Observable Timing Discrepancy

Two separate operations in a product require different amounts of time to complete, in a way that is observable to an actor and reveals security-relevant information about the state of the product, such as whether a particular operation was successful or not.


Description

In security-relevant contexts, even small variations in timing can be exploited by attackers to indirectly infer certain details about the product's internal operations. For example, in some cryptographic algorithms, attackers can use timing differences to infer certain properties about a private key, making the key easier to guess. Timing discrepancies effectively form a timing side channel.

Demonstrations

The following examples help to illustrate the nature of this weakness and describe methods or techniques which can be used to mitigate the risk.

Note that the examples here are by no means exhaustive and any given weakness may have many subtle varieties, each of which may require different detection methods or runtime controls.

Example One

Consider an example hardware module that checks a user-provided password to grant access to a user. The user-provided password is compared against a golden value in a byte-by-byte manner.

always_comb @ (posedge clk)

begin

  assign check_pass[3:0] = 4'b0;
  for (i = 0; i < 4; i++) begin

    if (entered_pass[(i*8 - 1) : i] eq golden_pass([i*8 - 1) : i])

      assign check_pass[i] = 1;
      continue;

    else

      assign check_pass[i] = 0;
      break;

    end

  assign grant_access = (check_pass == 4'b1111) ? 1'b1: 1'b0;

end

Since the code breaks on an incorrect entry of password, an attacker can guess the correct password for that byte-check iteration with few repeat attempts.

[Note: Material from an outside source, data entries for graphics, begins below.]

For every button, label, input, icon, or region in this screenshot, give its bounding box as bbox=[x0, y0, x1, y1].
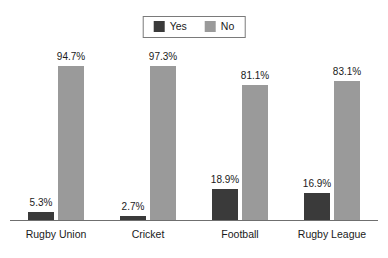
bar-value-label: 81.1% bbox=[241, 71, 269, 81]
bar-value-label: 83.1% bbox=[333, 67, 361, 77]
bar-group: 16.9% 83.1% bbox=[286, 52, 378, 221]
bar-value-label: 18.9% bbox=[211, 175, 239, 185]
bar-value-label: 94.7% bbox=[57, 52, 85, 62]
bar-slot: 94.7% bbox=[58, 52, 84, 221]
bar-no bbox=[150, 66, 176, 221]
bar-slot: 18.9% bbox=[212, 52, 238, 221]
bar-groups: 5.3% 94.7% 2.7% 97.3% bbox=[10, 52, 378, 221]
bar-slot: 81.1% bbox=[242, 52, 268, 221]
bar-group: 2.7% 97.3% bbox=[102, 52, 194, 221]
legend-entry-no: No bbox=[205, 21, 234, 32]
square-swatch-icon bbox=[154, 21, 165, 32]
chart-legend: Yes No bbox=[143, 16, 246, 38]
x-axis-tick-label: Cricket bbox=[102, 224, 194, 244]
bar-slot: 97.3% bbox=[150, 52, 176, 221]
legend-label-yes: Yes bbox=[170, 21, 187, 32]
plot-area: 5.3% 94.7% 2.7% 97.3% bbox=[0, 52, 388, 258]
bar-slot: 2.7% bbox=[120, 52, 146, 221]
bar-no bbox=[334, 81, 360, 221]
bar-slot: 16.9% bbox=[304, 52, 330, 221]
bar-group: 18.9% 81.1% bbox=[194, 52, 286, 221]
legend-entry-yes: Yes bbox=[154, 21, 187, 32]
bar-slot: 5.3% bbox=[28, 52, 54, 221]
x-axis-tick-label: Football bbox=[194, 224, 286, 244]
bar-no bbox=[58, 66, 84, 221]
bar-value-label: 2.7% bbox=[122, 202, 145, 212]
bar-group: 5.3% 94.7% bbox=[10, 52, 102, 221]
x-axis-category-labels: Rugby Union Cricket Football Rugby Leagu… bbox=[10, 224, 378, 244]
bar-no bbox=[242, 85, 268, 221]
x-axis-baseline bbox=[10, 220, 378, 221]
square-swatch-icon bbox=[205, 21, 216, 32]
bar-yes bbox=[304, 193, 330, 221]
legend-label-no: No bbox=[221, 21, 234, 32]
bar-yes bbox=[212, 189, 238, 221]
x-axis-tick-label: Rugby League bbox=[286, 224, 378, 244]
bar-value-label: 16.9% bbox=[303, 179, 331, 189]
bar-value-label: 5.3% bbox=[30, 198, 53, 208]
x-axis-tick-label: Rugby Union bbox=[10, 224, 102, 244]
bar-slot: 83.1% bbox=[334, 52, 360, 221]
grouped-bar-chart: Yes No 5.3% 94.7% 2.7% bbox=[0, 0, 388, 258]
bar-value-label: 97.3% bbox=[149, 52, 177, 62]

To fix this weakness, either the comparison of the entire string should be done all at once, or the attacker is not given an indication whether pass or fail happened by allowing the comparison to run through all bits before the grant_access signal is set.

always_comb @ (posedge clk)
begin

  assign check_pass[3:0] = 4'b0;
  for (i = 0; i < 4; i++) begin

    if (entered_pass[(i*8 - 1) : i] eq golden_pass([i*8 -1) : i])

      assign check_pass[i] = 1;
      continue;

    else

      assign check_pass[i] = 0;
      continue;

    end

  assign grant_access = (check_pass == 4'b1111) ? 1'b1: 1'b0;

end

Example Two

In this example, the attacker observes how long an authentication takes when the user types in the correct password.

When the attacker tries their own values, they can first try strings of various length. When they find a string of the right length, the computation will take a bit longer, because the for loop will run at least once. Additionally, with this code, the attacker can possibly learn one character of the password at a time, because when they guess the first character right, the computation will take longer than a wrong guesses. Such an attack can break even the most sophisticated password with a few hundred guesses.

def validate_password(actual_pw, typed_pw):

  if len(actual_pw) <> len(typed_pw):
    return 0

  for i in len(actual_pw):
    if actual_pw[i] <> typed_pw[i]:
      return 0


  return 1

Note that in this example, the actual password must be handled in constant time as far as the attacker is concerned, even if the actual password is of an unusual length. This is one reason why it is good to use an algorithm that, among other things, stores a seeded cryptographic one-way hash of the password, then compare the hashes, which will always be of the same length.

See Also

Comprehensive Categorization: Sensitive Information Exposure

Weaknesses in this category are related to sensitive information exposure.

Cross Cutting

Weaknesses in this category are related to the design and architecture of multiple security tactics and how they affect a system. For example, information exposure can...

SFP Secondary Cluster: State Disclosure

This category identifies Software Fault Patterns (SFPs) within the State Disclosure cluster.

Comprehensive CWE Dictionary

This view (slice) covers all the elements in CWE.

Weaknesses Introduced During Implementation

This view (slice) lists weaknesses that can be introduced during implementation.

Weaknesses Introduced During Design

This view (slice) lists weaknesses that can be introduced during design.